The other day, I was hanging out in the garden next to the Roski School of Art and I stumbled into the garden that commemorates Americans brought to trial at the House of Un-American Activities Committee. I knew that Robeson was one American charged with being a communist, and sure enough, I found his stone and a quote next to it. At the time, Robeson was angry, but un-ashamed to speak out as a communist. I don’t feel like I know enough on the subject to say definitively, but I can imply from Dyer’s reading that it was Robeson’s overt position as a communist, anti-imperialist, and anti-racist to which we can attribute his irrelevancy amongst the youth of America.
The Standing committee for the House of Un-American Activities existed from 1945-1975, which is the period directly after that which Dyer covers in his chapter on Robeson. During the period that Dyer covered, which was roughly from 1924-1945, Robeson was a major star; in fact, he was considered by many to be the “first major black star” and one of the first “crossover artists”, or artist who is grounded in a subculture but who appeals to an audience beyond the confines of said subculture.

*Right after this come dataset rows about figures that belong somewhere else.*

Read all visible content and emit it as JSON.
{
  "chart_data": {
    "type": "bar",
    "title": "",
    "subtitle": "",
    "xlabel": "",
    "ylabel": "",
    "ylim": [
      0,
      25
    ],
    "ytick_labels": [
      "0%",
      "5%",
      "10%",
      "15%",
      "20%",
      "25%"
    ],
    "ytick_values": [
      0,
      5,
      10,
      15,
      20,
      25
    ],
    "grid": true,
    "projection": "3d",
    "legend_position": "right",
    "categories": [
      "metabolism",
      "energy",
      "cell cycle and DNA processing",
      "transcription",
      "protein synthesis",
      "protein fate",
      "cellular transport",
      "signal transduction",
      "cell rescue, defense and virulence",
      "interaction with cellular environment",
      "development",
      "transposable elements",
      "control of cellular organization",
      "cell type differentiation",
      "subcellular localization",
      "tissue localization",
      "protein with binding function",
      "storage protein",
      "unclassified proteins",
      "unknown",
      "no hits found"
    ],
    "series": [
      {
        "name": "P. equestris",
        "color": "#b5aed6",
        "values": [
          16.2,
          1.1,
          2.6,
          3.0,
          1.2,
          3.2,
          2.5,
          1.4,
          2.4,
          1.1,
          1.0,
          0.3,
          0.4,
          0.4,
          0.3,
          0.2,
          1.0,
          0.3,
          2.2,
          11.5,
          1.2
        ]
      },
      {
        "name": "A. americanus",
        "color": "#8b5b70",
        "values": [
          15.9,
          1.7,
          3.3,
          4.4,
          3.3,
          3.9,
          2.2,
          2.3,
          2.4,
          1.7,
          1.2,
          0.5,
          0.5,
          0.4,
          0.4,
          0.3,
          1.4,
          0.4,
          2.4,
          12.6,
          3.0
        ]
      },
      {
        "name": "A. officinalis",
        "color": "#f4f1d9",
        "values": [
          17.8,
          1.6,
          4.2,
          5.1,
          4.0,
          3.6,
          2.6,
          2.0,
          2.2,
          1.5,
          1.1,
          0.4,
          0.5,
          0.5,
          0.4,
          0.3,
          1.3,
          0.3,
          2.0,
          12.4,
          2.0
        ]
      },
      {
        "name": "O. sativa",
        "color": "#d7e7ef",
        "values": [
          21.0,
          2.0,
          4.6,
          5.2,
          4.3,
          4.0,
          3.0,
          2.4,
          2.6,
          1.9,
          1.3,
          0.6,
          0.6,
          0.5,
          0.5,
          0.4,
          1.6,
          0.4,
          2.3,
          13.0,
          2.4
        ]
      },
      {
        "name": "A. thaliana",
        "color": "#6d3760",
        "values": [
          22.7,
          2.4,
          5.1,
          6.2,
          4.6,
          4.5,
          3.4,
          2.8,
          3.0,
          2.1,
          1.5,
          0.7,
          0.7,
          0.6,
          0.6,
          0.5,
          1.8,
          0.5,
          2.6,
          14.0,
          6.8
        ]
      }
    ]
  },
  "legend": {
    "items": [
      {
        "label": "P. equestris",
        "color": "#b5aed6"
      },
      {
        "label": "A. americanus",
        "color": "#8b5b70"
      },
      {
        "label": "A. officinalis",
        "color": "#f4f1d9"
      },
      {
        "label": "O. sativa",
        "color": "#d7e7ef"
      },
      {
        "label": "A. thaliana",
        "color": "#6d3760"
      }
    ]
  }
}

I am interested in analyzing, to a certain degree, the ways in which Dyer’s discussion of white views on Robeson might be interpreted. In the chapter, Dyer posits that “Robeson represent[ed] the idea of blackness as a positive quality, often explicitly set over against whiteness and its inadequacies” (78). More specifically, there is a discussion of blackness as being associated with naturalness or “animal vitality” and whiteness being associated with constrained emotions or unnaturalness.
This concept is really intriguing, but if one views it through the lens of Robeson’s eventual turn away from capitalism and towards communism, I would like to think about the ways in which white audiences might have believed in the possibility of acquiring or attaining the desirable qualities that Robeson “embodied” through economic transfer. In other words, I am speaking about the notion that white people might be able to gain access to the internal life of “Negroes” through the consumption of the all-encompassing performances of Robeson.

I think this question is extremely relevant today when one thinks about hip-hop music, particularly the fact that the number one demographic of hip-hop consumers is adolescent white males. Could this be part of the way in which subversive ideologies embodied by powerful Black celebrities are robbed of their revolutionary potency?